Todoist is one of the best general task managers there is: fast to add to, flexible, and connected to almost everything. If your problem is capturing tasks, it is excellent. But a lot of people with ADHD find that the tasks are not the hard part. The hard part is the loose thread that leaves your head the moment it is out of sight, and the context you have lost by the time it matters again.
ADHD Notes is built around that gap. It keeps rich context on every task and quietly brings threads back to you when it is time, instead of relying on you to remember to check a list.
| ADHD Notes | Todoist | |
|---|---|---|
| Built for | ADHD brains specifically | Everyone; general productivity |
| Context per task | Customer, people, meetings, a notes log, and full activity history on each task | Title, project, labels, comments |
| Follow-ups | Say "bring this back in 3 days" and forget it on purpose; it resurfaces at the top of your day | You set a due date or reminder |
| Integrations | Focused; fewer integrations by design | Large ecosystem (calendars, email, 100+ apps) |
| Collaboration | Single-user first; light sharing, no team overhead | Full shared projects and teams |
| Learning curve | Low; the ADHD-friendly defaults are the whole point | Low, but power features add up |
| Price | Free tier; one paid plan around 6 a month | Free tier; Pro around 4 to 5 a month |
Pick Todoist if: You want the fastest, most connected general to-do list, you live in its integrations, or you run shared team projects.
Pick ADHD Notes if: Your tasks carry context (a customer, a person, a thread) and your real problem is follow-ups that vanish from your head and come back as fires.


*INSTRUCTIONS FOR THE TASK*.
Copy every line from the records below that carries the word "arrowhead".

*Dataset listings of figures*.

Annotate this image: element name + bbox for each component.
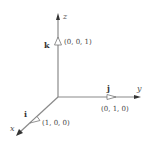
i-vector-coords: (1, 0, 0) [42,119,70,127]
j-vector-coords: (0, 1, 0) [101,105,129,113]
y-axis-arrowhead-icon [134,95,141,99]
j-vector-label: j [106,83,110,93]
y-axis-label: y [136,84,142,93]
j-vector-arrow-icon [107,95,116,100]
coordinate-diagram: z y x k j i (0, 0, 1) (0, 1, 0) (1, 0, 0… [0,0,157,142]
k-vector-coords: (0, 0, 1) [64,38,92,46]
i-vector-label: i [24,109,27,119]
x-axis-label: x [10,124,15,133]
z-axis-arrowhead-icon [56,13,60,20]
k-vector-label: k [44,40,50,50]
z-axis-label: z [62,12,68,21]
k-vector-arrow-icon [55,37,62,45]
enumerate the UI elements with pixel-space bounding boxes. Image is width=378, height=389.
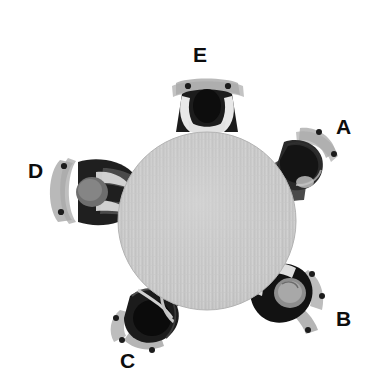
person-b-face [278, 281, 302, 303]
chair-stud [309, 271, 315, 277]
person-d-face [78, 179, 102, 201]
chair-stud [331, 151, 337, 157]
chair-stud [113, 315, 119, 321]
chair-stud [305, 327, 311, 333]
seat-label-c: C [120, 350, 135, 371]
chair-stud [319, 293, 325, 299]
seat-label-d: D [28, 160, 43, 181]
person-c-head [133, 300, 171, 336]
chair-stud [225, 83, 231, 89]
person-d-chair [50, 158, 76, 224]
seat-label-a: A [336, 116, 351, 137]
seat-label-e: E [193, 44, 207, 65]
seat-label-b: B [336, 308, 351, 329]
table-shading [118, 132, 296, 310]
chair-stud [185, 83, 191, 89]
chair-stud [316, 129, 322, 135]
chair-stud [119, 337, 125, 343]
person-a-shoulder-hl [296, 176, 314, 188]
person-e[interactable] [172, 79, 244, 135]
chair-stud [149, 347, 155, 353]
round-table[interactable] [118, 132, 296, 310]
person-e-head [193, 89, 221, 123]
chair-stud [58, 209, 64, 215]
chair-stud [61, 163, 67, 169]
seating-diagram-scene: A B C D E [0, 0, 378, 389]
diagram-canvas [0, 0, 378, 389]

*YOUR SOLUTION*.
y-axis-arrowhead-icon [134,95,141,99]
z-axis-arrowhead-icon [56,13,60,20]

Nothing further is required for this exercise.